Privatizers see profit, whereas the public sees taxes. Not raising the tolls on the Toll Road, as Daniels talks about in his op-ed piece, came about "because it was run by politicians, who are rarely businesslike and deathly afraid to annoy anyone."

Now, Daniels is certainly businesslike and not afraid to annoy people, so why didn't he have the courage to present a sensible schedule of toll increases? Well, not because he is a politician, but because he is an evangelizer for privatization.

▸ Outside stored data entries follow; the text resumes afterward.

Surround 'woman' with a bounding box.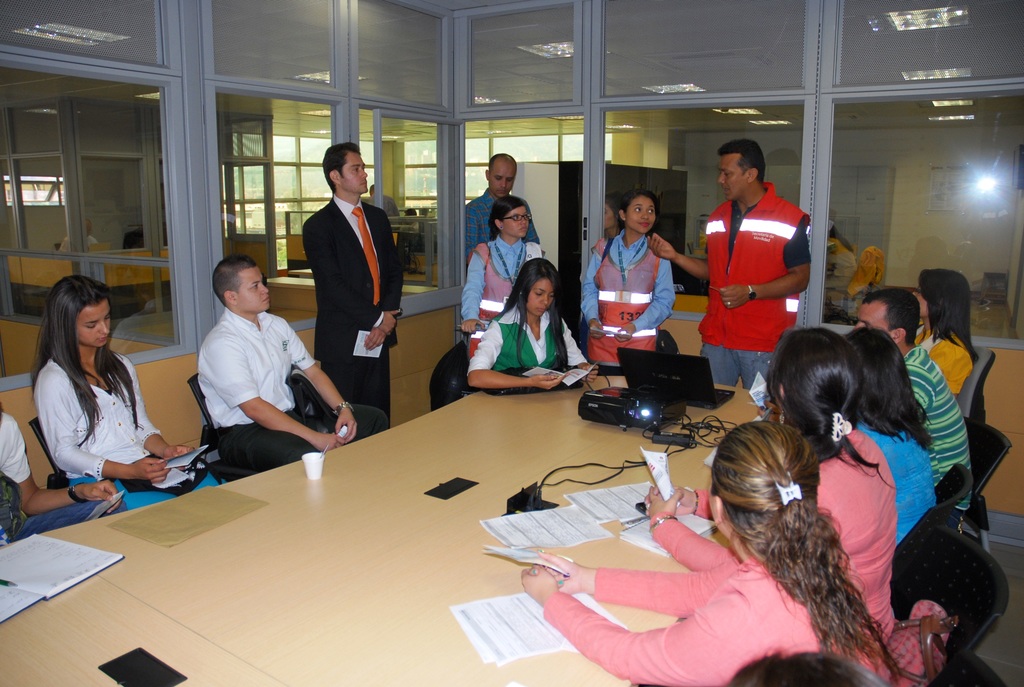
636/324/910/653.
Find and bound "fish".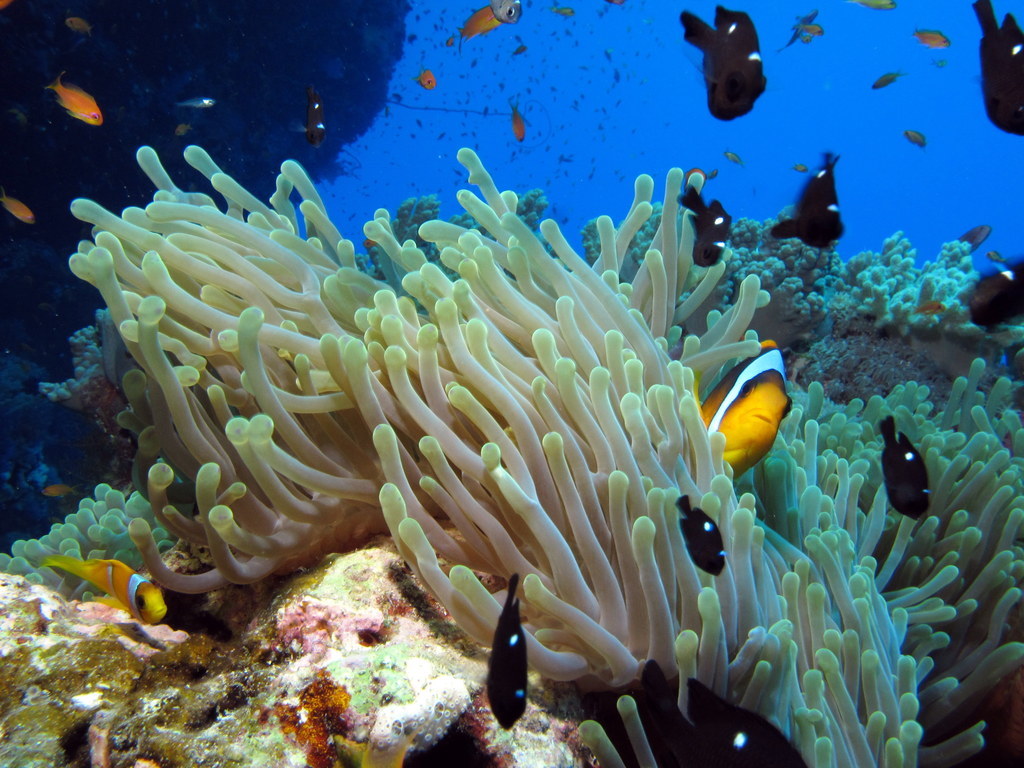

As Daniels notes in his Times piece, "As clear as the business case was, politics intruded; in fact, Indiana very nearly tore up its equivalent of a Powerball check. ..." It's an apt comparison, echoing the casino capitalism Daniels is so proud of. Some make good bets, others make bad ones. The short term brings big money to Indiana, but not just to the state. As in the stock market era of irrational exuberance, those who are in on the IPO, the beginning of things, profit mightily. There are large transaction profits to be spread around to the financiers who arrange the deal, all friends of the governor, or soon-to-be friends of the governor. This sort of casino capitalism has winners and losers. And Daniels was certainly a winner in 2001 when he sold his $1.45 million in Indiana Power & Light Company stock just before the stock tanked.The business case that is so ironclad is the same one that has seen the salaries of CEOs balloon so obscenely over the last decade. Many copy it. In fact, Daniels couldn't have railroaded through the privatizing of the Toll Road if Chicago's Mayor Richard Daley hadn't sold off the Skyway to the same foreign capital consortium. If a toll road is a public good, an example of public wealth, the responsibility for it remains with the people. When public goods become the source of private wealth the nature of society changes. It's a change Daniels desires. In the old days plutocrats like Andrew Carnegie used to give the public libraries, museums and other benefits; these days the transfer goes the other way: The rich sell what the people own for their personal benefit and that of their friends.

Mitch Daniels is hardly the man of the people he styles himself to be. He looks out for the few and considers the rest buffoons to be buffaloed. As he has done -- though he shouldn't have preened about it so much in the New York Times. Look out when he wants to take over the Senate seat Richard Lugar must someday vacate.

William O'Rourke, a former columnist for the Chicago Sun-Times, is a professor at the University of Notre Dame. His most recent book is "On Having a Heart Attack: A Medical Memoir." He lives in South Bend.